Five practical questions to ask
“I need to visit our top 10 customers. If you know who they are, please let me know.” If this sounds familiar, then you need to know some more information about your business’s finance and operations.
Here are five questions to ask, the answers to which should help guide business decisions and improve profitability.
Who are your top 10 customers?
If you define “top ten” as “most profitable,” finding your top ten is not as easy at it sounds.
But you also already know more than you think. That multi-disciplinary business team assembled to wring out crucial customer information for a critical decision used Excel spreadsheets and brute force to produce information, all of which is still available. Review these marathon sessions notes to weed out peripheral factors and focus on information that accurately determines profitability. Put yourself on the mailing list to obtain that data regularly.
How dependable is your customer profitability information?
When managers cannot easily obtain customer profitability information, they create fudge factors or Excel spreadsheets providing them “numbers” justifying demands for new or other department’s resources.
The more complex your company or its product line, the harder to fully resolve this issue. Find which departments use Excel or inexpensive systems to “handle unique operating needs.” Discovering why that package was needed pinpoints areas needing correction.
How accurate is your product profitability information?
A company with shortcomings in customer profitability information hasn’t fully addressed better product information needs.
The good news is everything fixed in prior categories improves product profitability information. Since most critical weaknesses are usually limited in number, applying those changes to customer profitability information highlights areas to fix.
How accurate is order profitability?
After solving the issues above or being pleasantly surprised to find they are not problems at your company, you still need to inquire about order profitability accuracy, including customer service costs, installation, shrinkage, maintenance and repair costs.
Exasperated CFOs ask, “Why don’t we just tape a $100 bill onto every order going out the door?” Seek out the company rebel everyone wishes would stop complaining about corporate inefficiencies. This person may have interesting insights on solving customer service costs, installation, shrinkage, maintenance and repair costs.
How will our profits be affected by changes in customer profits?
If you haven’t seen yourself yet, you are well above average, but could still benefit from a strategic viewpoint. Taking the time to refine this highly strategic but often not considered urgent area in today’s short-term world is essential. So get that CEO buy-in, and finalize touches on your information portfolio through implementing regular analysis to plan for customer profitability changes that impact you.
If you solved all these issues long ago, congratulations. If any of these are making your stomach churn, however, it’s not too late. You still have time to address them, so go for it! And take your success to a whole new level.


PROBLEM REQUIREMENTS
When duplicating the records beneath this instruction, omit every picture and keep all else exact.
- - -
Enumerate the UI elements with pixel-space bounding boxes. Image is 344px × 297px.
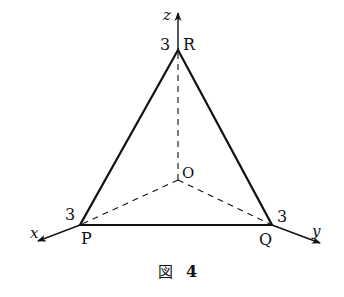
point-p-label: P — [81, 229, 92, 248]
point-q-label: Q — [259, 230, 272, 249]
q-intercept-label: 3 — [277, 207, 287, 226]
figure-caption-kanji: 図 — [158, 263, 173, 281]
origin-label: O — [182, 164, 194, 182]
dashed-y-segment — [178, 180, 270, 224]
triangle-pqr — [80, 50, 272, 225]
z-axis-label: z — [162, 6, 171, 24]
figure-caption-number: 4 — [186, 262, 197, 281]
y-axis-label: y — [311, 222, 321, 240]
figure-diagram: z 3 R O 3 P x 3 Q y 図 4 — [0, 0, 344, 297]
x-axis-label: x — [30, 224, 39, 242]
p-intercept-label: 3 — [65, 205, 75, 224]
x-axis — [38, 225, 80, 241]
dashed-x-segment — [82, 180, 178, 224]
point-r-label: R — [183, 35, 196, 54]
r-intercept-label: 3 — [160, 35, 170, 54]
- - -
REPLY TO THE TASK
Enumerate the UI elements with pixel-space bounding boxes. Image is 344px × 297px.
point-p-label: P — [81, 229, 92, 248]
point-q-label: Q — [259, 230, 272, 249]
q-intercept-label: 3 — [277, 207, 287, 226]
figure-caption-kanji: 図 — [158, 263, 173, 281]
origin-label: O — [182, 164, 194, 182]
dashed-y-segment — [178, 180, 270, 224]
triangle-pqr — [80, 50, 272, 225]
z-axis-label: z — [162, 6, 171, 24]
figure-caption-number: 4 — [186, 262, 197, 281]
y-axis-label: y — [311, 222, 321, 240]
figure-diagram: z 3 R O 3 P x 3 Q y 図 4 — [0, 0, 344, 297]
x-axis-label: x — [30, 224, 39, 242]
p-intercept-label: 3 — [65, 205, 75, 224]
x-axis — [38, 225, 80, 241]
dashed-x-segment — [82, 180, 178, 224]
point-r-label: R — [183, 35, 196, 54]
r-intercept-label: 3 — [160, 35, 170, 54]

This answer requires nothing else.